Lately we're seeing a lot of blathering in the legal trade press and blogs such as Above The Law, among others, about what many people feel is an imminent rollback in salaries for newly-minted lawyers. The press is fixated on BigLaw firms' leaders' reluctance to be first to do what seems fundamentally sensible. If you read BigLaw associates' comments in the blogosphere, you'd think that the firms were considering a capital crime.
While digesting all this drama, I came across a blog post by Seth Godin, the author of Permission Marketing (among many titles) and IMHO just about the most sensible commentator on modern marketing strategy, tactics and behavior.
In his March 23, 2009 post, Seth skewers the marketing failure exhibited by exorbitant salaries. He begins with Wall St.'s lament that unless they can pay someone eight figures, they can't recruit. Law firm associates' salaries come under his lens, too. Here's a taste:
If you were a law student, the choice was easy...You didn't have to know anything about the firm, apparently, other than the fact that they were top tier, and the way you knew that was because they paid a lot.
There's no real effort made to market the jobs, just to race to the top (or the bottom, depending on your point of view) with the easiest marketing signal of all. Price. Yes, it's exactly the same as a retailer trying to improve business by being the cheapest."

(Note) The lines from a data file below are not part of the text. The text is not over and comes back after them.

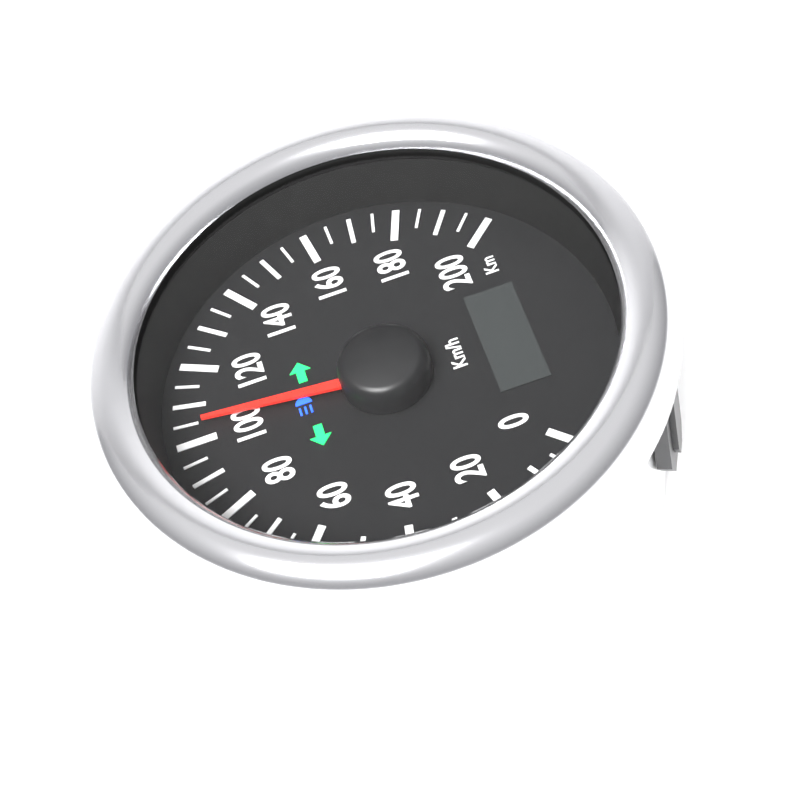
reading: 105 km/h
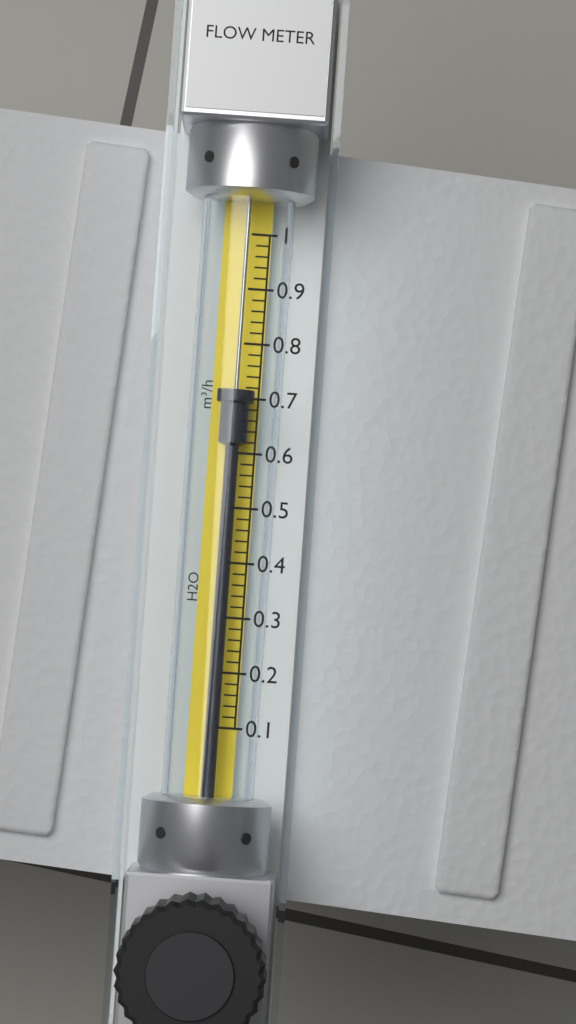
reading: 0.72 m³/h
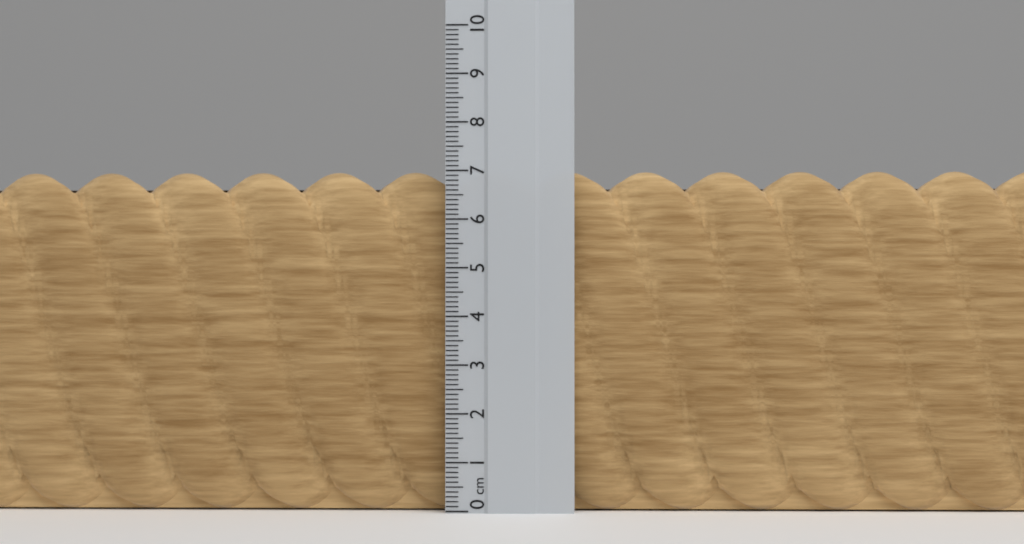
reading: 7.0 cm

The message to angst-ridden BigLaw managing partners paralyzed by the fear of being the first to do what they all know they have to do: Don't worry. The only candidates you'll lose are those who only view your firm through the simplest lens, price. The irony is that these elite firms don't compete for clients on price. Why compete for talent on that self-defeating basis?
You've seen the way the American public reacted to what they consider obscene pay for non-performance. How confident are you that your clients aren't reacting similarly to you paying $160,000 to newly-minted lawyers who can't yet do anything of value, yet for whom you'll ask clients to pay $250 an hour for what is essentially on-the-job training?
Stop worrying about how law students will react to you making a (belatedly) sane decision and pull the trigger on the salary reduction.
Now, you still have to recruit first-year lawyers every year. Here's how.
Start by thinking like the serious headhunters you use to lure seasoned talent away from other firms. They're not recruiters; they're marketers. They're selling your firm's opportunity.
To change your mindset, change your vocabulary.
You're not "recruiting"; that's an HR function. You're marketing a professional career opportunity. HR's mindset is “I need...,” as in “I need X, Y and Z qualifications.”
A marketer's mindset is, “If you're qualified, you'll want what we have here...,” as in “Here's why someone like you will want to work here.”
Sell more than the salary. If a big salary is all that a talented lawyer will get out of working at your firm, no one should work there, including you. Close the doors today.
Think of these associate opportunities as you would one of your firm's services. Profile the characteristics of those who will be most successful and fulfilled in that job, and most appreciative of the opportunity to have it. “Who wants to be here?”
Target those people with a message that aligns with their career goals and personal aspirations. Communicate that message in trusted channels that reach your profiled audience. If nobody wants it, it's time to change your firm to make it sufficiently attractive to the talent you need.